Want better security of election voting results? Use paper.
With the US almost halfway between the last national election and the 2018 mid-terms, not nearly enough has been done yet to improve the demonstrated insecurity of current electronic voting systems. Multiple experts say one obvious, fundamental move should be to ensure there is a paper trail for every vote.
That was a major recommendation at a panel discussion this past week that included representatives of the hacker conference DefCon and the Atlantic Council think tank, which concluded that while there is progress, it is slow.
The progress includes the designation of voting systems as critical infrastructure by the Department of Homeland Security, plus moves in Texas and Virginia to improve the security of their systems by using paper.
Most states already do that. But Lawrence Norden, co-author of a September 2015 report for the Brennan Center for Justice titled “America’s Voting Machines at Risk,” wrote in a blog post last May for The Atlantic that 14 states, “including some jurisdictions in Georgia, Pennsylvania, Virginia, and Texas – still use paperless electronic voting machines. These systems should be replaced as soon as possible.”
There is little debate about the porous nature of electronic voting systems – it has been reported for years. It was close to four years ago, in January 2014 that the bipartisan Presidential Commission on Election Administration (PCEA) declared:
There is an impending crisis … from the widespread wearing out of voting machines purchased a decade ago. … Jurisdictions do not have the money to purchase new machines, and legal and market constraints prevent the development of machines they would want even if they had funds.
A couple of years later the Brennan Center issued its report, which predicted that in the 2016 elections, 43 states would be using electronic voting machines that were at least 10 years old – “perilously close to the end of most systems’ expected lifespan.”
The biggest risk from that, the report said, was failures and crashes, which could lead to long lines at voting locations and lost votes. But it also said security risks were at unacceptable levels:
Virginia recently decertified a voting system used in 24 percent of precincts after finding that an external party could access the machine’s wireless features to “record voting data or inject malicious data.
Smaller problems can also shake public confidence. Several election officials mentioned “flipped votes” on touch screen machines, where a voter touches the name of one candidate, but the machine registers it as a selection for another.
Not to mention that with solely digital voting machines, there is no way to audit the results.
While there is still no documented evidence that hostile nation states – mainly Russia – have been able to tamper directly with election results, the risk is there. At this past summer’s DefCon conference, one of the most high-profile events was the so-called Voting Village, where Wired reported that, “hundreds of hackers got to physically interact with – and compromise – actual US voting machines for the first time ever.”
The reason it hadn’t been done before, at least publicly, was that it was illegal. But at the end of 2016, an exemption to the Digital Millennium Copyright Act finally legalized hacking of voting machines for research purposes.
Not surprisingly, hackers didn’t have all that much trouble – they found multiple ways to breach the systems both physically and with remote access. And according to Jake Braun, a DefCon Voting Village organizer and University of Chicago researcher, the results undermined the claim that the decentralized voting system in the US (there are more than 8,000 jurisdictions in the 50 states) would make it more difficult to hack.
With only a handful of companies manufacturing electronic voting machines, a single compromised supply chain could impact elections across multiple states at once, he noted.
It’s not just tampering with actual voting results that can damage the credibility of an election either. Norden told Wired that, “you can do a lot less than that and do a lot of damage… If you have machines not working, or working slowly, that could create lots of problems too, preventing people from voting at all.”
Norden doesn’t dismiss the need for technology improvements. “Among the wide variety of solutions being explored or proposed are use of encryption, blockchain, and open source software,” he wrote in his blog post.
But the most effective security measure, he contended in his blog post, is low-tech:
The most important technology for enhancing security has been around for millennia: paper. Specifically, every new voting machine in the United States should have a paper record that the voter reviews, and that can be used later to check the electronic totals that are reported.
This could be a paper ballot the voter fills out before it is scanned by a machine, or a record created by the machine on which the voter makes her selections—so long as she can review that record and make changes before casting her vote.
That kind of improvement doesn’t have to take a lot of time or cost big bucks either, he said, and would create, “software independent” voting systems, where an, “undetected change or error in its software cannot cause an undetectable change or error in an election outcome.”
Given what are sure to be continued attempts at foreign interference in US elections, “it is the least we can do,” he said.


**YOUR GOAL**
Print, exactly and with no pictures, the line containing "I am looking" and each line after it to the end of the entries below.
╭──
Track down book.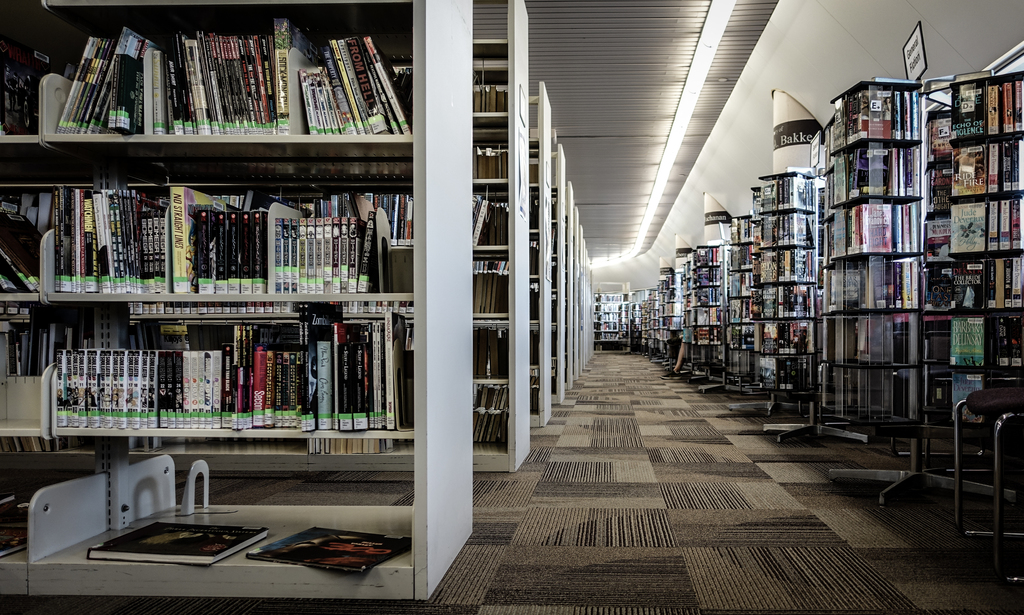
Tracked to Rect(84, 521, 273, 564).
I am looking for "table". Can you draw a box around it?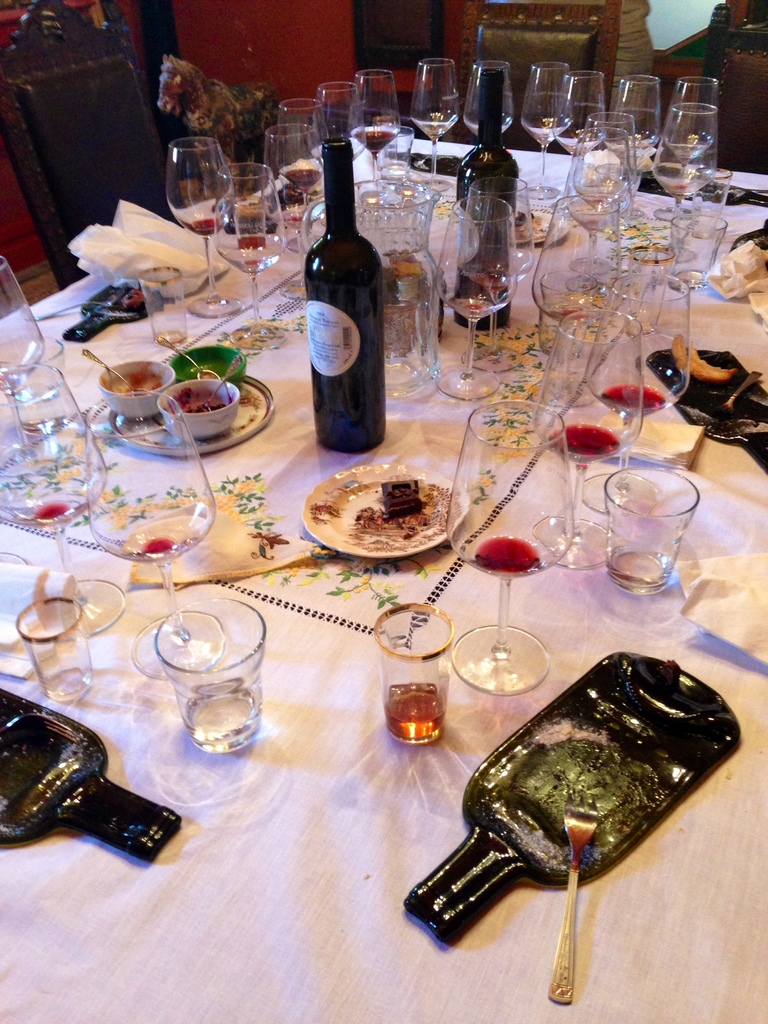
Sure, the bounding box is select_region(0, 108, 767, 1023).
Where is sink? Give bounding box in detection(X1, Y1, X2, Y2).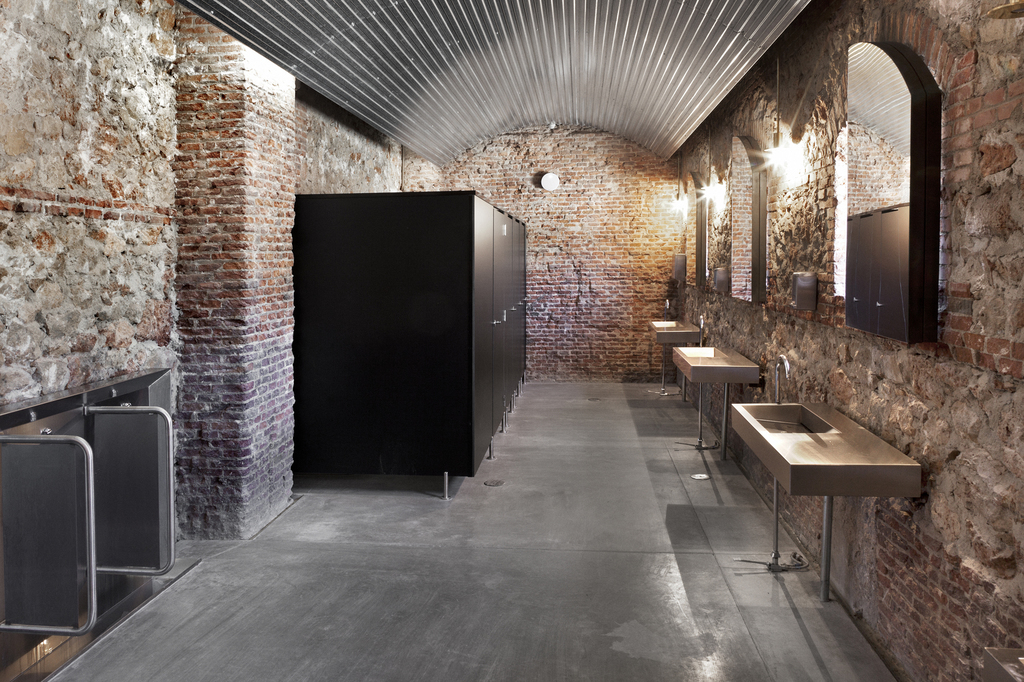
detection(668, 314, 758, 386).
╰──
**SOLUTION TO THIS EXERCISE**
I am looking for "table". Can you draw a box around it?
Sure, the bounding box is select_region(0, 108, 767, 1023).
Where is sink? Give bounding box in detection(X1, Y1, X2, Y2).
detection(668, 314, 758, 386).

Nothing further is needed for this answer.